In his updated preface to the works, Ackerley acknowledges many of the changes that have been made for this new edition, including the incorporation of recent scholarship and the toning down of a “few overly-enthusiastic comments” (5). There is an acknowledgement here that Ackerley is, on occasion, prone to certain excesses of style, not all of which work in his favour, but this is a small price to pay for the opportunity to avail of his extraordinary knowledge. A more serious problem, at least for scholars interested in Beckett and Ireland, is the somewhat cavalier manner in which that scholarly work is dismissed in both books. Ackerley felt, in 2004, that “attempts to reclaim Beckett for the Irish, from Harrington to Cronin, have proved unconvincing” (11), and that judgment stands unamended in this second edition. Ackerley’s use of the term ‘reclaim’ frames such work as a wrong-minded expression of some prior claim to Beckett on behalf of such scholars, and this seems, to me, unfair.

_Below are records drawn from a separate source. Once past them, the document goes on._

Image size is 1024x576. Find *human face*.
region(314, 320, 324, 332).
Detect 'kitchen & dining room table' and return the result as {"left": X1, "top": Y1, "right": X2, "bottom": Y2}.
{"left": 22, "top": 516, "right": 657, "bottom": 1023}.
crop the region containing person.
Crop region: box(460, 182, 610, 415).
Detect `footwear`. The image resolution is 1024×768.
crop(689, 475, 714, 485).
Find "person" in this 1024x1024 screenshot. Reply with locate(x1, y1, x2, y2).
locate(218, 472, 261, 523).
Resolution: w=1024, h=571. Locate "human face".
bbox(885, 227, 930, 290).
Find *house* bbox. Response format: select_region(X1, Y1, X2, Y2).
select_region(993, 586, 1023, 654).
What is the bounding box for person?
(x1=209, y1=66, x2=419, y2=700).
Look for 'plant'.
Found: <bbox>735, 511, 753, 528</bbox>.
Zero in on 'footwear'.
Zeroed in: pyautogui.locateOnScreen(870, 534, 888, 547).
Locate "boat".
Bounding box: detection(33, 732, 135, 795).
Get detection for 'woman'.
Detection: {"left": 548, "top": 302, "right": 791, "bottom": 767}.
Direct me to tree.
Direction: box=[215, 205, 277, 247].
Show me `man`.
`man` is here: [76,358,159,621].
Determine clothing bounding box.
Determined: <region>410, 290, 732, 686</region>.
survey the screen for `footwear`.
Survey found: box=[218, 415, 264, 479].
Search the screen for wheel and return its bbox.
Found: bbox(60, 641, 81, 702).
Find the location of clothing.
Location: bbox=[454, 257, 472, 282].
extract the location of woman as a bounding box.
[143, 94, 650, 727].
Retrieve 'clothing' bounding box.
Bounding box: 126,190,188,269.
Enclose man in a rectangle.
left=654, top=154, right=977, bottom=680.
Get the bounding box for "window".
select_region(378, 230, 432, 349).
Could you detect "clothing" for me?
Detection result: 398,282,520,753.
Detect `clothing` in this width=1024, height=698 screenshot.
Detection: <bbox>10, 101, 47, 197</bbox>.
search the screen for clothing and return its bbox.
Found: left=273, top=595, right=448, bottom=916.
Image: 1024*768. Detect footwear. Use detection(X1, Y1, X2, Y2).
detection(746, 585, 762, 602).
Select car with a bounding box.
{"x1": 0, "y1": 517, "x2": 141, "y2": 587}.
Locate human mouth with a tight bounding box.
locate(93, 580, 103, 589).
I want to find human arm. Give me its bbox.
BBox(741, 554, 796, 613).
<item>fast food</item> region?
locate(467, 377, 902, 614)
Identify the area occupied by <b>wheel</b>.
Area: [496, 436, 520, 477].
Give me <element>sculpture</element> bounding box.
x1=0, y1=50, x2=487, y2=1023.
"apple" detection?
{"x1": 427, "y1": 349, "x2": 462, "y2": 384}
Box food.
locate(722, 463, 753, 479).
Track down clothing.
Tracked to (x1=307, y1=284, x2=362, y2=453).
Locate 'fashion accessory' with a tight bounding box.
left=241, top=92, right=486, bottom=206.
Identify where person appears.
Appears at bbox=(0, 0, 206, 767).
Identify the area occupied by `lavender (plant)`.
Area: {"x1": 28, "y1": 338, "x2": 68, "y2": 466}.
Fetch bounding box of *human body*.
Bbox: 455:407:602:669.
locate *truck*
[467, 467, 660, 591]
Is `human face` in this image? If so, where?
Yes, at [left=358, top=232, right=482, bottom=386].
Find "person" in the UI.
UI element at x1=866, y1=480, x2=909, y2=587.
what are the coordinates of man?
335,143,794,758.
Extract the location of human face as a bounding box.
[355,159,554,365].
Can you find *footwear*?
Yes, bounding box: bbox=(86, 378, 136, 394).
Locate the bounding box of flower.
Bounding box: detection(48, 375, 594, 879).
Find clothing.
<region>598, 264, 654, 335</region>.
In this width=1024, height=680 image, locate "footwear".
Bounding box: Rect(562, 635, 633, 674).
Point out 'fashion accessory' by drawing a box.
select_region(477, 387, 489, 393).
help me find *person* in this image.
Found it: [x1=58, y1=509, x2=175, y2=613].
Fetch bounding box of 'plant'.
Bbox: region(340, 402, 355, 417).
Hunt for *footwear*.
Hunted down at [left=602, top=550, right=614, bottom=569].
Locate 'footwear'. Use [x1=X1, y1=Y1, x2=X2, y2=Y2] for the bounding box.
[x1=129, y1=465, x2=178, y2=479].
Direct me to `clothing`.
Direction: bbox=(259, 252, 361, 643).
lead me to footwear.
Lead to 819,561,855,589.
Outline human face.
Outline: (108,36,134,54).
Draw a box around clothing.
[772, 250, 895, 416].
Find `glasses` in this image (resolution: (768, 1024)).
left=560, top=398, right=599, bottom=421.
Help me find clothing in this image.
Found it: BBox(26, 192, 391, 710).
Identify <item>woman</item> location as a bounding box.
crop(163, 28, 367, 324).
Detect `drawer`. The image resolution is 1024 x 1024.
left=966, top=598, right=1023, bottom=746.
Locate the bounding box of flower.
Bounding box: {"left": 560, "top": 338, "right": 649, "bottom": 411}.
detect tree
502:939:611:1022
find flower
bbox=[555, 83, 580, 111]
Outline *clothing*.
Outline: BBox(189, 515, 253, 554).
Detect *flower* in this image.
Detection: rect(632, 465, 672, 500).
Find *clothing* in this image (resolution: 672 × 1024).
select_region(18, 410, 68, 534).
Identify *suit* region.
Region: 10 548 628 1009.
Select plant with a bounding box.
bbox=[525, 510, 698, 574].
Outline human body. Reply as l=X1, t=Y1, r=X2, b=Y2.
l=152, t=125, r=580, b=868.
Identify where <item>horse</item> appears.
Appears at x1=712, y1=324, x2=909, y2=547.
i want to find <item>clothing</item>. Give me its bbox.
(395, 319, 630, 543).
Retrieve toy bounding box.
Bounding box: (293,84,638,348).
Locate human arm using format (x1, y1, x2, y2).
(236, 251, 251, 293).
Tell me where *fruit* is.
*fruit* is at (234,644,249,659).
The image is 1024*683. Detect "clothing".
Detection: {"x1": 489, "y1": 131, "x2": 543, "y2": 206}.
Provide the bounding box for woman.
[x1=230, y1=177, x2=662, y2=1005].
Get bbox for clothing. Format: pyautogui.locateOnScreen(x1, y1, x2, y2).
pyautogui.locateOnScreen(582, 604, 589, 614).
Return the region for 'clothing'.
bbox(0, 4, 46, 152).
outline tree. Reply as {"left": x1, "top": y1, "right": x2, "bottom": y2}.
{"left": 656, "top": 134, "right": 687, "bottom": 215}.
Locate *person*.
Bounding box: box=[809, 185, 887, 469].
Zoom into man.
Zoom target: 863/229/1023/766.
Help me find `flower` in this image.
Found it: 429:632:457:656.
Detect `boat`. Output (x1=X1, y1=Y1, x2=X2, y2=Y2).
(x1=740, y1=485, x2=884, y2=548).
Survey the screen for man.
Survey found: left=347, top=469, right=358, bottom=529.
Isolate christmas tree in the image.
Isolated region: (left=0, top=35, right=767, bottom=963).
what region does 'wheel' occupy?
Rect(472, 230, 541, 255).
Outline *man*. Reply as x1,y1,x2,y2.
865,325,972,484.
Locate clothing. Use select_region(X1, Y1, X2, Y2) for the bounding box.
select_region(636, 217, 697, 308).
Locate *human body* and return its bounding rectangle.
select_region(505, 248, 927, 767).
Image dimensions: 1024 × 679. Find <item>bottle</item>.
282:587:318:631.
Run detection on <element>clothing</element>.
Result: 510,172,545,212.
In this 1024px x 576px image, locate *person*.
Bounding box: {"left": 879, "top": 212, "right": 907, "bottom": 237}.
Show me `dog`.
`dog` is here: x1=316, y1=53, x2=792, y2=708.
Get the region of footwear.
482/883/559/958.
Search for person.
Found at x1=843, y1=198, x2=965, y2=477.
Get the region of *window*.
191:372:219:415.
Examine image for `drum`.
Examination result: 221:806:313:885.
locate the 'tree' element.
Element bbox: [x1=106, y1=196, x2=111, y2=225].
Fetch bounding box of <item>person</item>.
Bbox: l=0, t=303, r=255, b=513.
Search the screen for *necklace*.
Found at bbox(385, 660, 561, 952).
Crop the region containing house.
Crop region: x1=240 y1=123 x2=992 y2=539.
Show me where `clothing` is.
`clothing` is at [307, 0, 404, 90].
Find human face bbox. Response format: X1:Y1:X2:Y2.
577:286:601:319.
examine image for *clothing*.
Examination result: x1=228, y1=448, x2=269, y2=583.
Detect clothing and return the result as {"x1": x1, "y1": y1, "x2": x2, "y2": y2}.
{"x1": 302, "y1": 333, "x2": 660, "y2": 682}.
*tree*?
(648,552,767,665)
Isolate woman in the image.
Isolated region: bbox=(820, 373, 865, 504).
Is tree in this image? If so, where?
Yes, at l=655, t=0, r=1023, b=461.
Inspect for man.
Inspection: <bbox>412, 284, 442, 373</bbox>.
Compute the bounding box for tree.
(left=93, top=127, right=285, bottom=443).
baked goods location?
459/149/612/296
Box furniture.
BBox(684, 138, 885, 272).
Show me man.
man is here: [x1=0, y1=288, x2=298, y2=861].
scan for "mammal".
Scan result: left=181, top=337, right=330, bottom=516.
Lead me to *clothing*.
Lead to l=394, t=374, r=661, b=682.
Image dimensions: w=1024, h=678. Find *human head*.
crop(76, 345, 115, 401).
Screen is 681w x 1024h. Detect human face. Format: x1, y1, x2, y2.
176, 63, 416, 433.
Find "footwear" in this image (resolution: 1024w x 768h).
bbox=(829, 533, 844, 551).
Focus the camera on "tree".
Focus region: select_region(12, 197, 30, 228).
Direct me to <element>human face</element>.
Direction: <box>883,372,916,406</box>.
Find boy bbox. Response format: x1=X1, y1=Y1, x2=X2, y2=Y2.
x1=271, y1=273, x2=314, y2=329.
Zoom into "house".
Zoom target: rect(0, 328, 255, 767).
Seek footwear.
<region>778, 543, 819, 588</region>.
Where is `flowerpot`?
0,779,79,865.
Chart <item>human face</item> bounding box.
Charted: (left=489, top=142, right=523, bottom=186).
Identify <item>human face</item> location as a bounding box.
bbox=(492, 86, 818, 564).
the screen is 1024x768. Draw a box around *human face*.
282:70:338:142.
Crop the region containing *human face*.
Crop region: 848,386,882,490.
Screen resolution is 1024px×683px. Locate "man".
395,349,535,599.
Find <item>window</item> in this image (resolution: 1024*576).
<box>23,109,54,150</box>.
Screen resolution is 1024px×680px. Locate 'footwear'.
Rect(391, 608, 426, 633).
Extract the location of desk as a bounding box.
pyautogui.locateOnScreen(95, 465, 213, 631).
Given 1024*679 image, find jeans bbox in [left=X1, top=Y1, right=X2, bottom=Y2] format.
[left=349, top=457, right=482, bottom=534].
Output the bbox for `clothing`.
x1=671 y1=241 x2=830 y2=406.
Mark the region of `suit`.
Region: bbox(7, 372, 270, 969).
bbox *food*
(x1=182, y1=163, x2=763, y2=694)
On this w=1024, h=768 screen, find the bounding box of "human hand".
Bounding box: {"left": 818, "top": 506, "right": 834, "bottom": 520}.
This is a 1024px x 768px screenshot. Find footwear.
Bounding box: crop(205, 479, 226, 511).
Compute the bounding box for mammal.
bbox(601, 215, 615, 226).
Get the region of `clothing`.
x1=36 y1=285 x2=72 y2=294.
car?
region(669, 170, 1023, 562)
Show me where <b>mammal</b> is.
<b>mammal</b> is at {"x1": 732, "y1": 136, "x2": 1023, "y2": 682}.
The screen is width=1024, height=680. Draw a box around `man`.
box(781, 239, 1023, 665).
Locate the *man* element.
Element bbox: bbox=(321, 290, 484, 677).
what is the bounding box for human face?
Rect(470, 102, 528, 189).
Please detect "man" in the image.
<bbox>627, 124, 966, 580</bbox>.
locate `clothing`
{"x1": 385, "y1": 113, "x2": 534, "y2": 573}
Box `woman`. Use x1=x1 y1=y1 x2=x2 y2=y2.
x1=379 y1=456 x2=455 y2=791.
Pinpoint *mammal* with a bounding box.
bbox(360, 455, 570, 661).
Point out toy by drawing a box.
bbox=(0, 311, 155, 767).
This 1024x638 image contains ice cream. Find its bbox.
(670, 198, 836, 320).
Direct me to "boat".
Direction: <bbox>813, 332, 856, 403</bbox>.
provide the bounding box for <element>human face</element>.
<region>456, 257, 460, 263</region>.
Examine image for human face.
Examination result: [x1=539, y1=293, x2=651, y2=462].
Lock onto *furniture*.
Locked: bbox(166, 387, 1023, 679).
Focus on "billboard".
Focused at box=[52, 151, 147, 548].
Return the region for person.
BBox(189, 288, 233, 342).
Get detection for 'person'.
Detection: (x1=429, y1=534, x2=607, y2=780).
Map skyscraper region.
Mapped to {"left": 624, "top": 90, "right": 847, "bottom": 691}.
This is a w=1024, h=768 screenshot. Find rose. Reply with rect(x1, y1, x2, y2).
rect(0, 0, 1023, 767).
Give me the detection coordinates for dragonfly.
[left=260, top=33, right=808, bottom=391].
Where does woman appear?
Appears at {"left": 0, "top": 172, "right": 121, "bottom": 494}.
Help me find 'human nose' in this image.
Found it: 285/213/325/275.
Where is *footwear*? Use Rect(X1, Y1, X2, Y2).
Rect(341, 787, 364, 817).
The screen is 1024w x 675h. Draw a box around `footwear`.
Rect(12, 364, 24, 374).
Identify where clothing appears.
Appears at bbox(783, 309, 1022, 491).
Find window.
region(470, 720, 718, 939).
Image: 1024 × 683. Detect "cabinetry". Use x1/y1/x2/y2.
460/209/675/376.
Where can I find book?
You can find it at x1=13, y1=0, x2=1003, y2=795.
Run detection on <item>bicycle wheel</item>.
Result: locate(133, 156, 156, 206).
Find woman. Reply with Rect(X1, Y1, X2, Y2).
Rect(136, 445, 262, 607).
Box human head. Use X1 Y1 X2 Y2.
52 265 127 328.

Moreover, it is a prejudice that results in oversights in the work itself. To take just one example, from The Annotated Watt, Ackerley provides a long list of works “relevant” to Watt. This includes, to give some sense of the extent of it, works on Beckett and mathematics that appeared in scholarly journals in Argentina, as well as minor articles onMercier and Camier (where Watt appears briefly as a character) which have precious little to say about the book. However, the main works onWatt in the Irish tradition are ignored. Neither John Harrington’s The Irish Beckett nor Ellen Wollf’s (1994) Journal of Beckett Studies article on Watt appear in this list, not to mention other short pieces by Julie Campbell and Julian Moynahan. This might be construed as an incidental omission, were it not for the extraordinary care taken in other aspects of the work. The comment from The Annotated Murphyproves that Ackerley was aware of Harrington’s work, for example, and we can only conclude that, for Ackerley, Irish scholarship is not relevant and does not deserve a hearing. This is a shame, but given that he has characterized work on Beckett and Ireland in his preface to the Faber Companion to Samuel Beckett as a ‘recolonisation’ of one of modernism’s ‘consummate European[s]’ it is, perhaps, not surprising. Inevitably, this leads to blind spots in the annotation process, too, so that Beckett’s use of William Carleton in the notebooks, for example, is not noted here. This means that while scholars of Beckett and philosophy may be more than satisfied with this new edition, scholars interested in Beckett and Ireland will still have to travel to Austin to consult the notebooks themselves. The possibility of a synthesis of both perspectives, which is where we might want to be going, is certainly helped along by these extraordinary books, but the relevance of Ireland will have to be established without Ackerley’s help.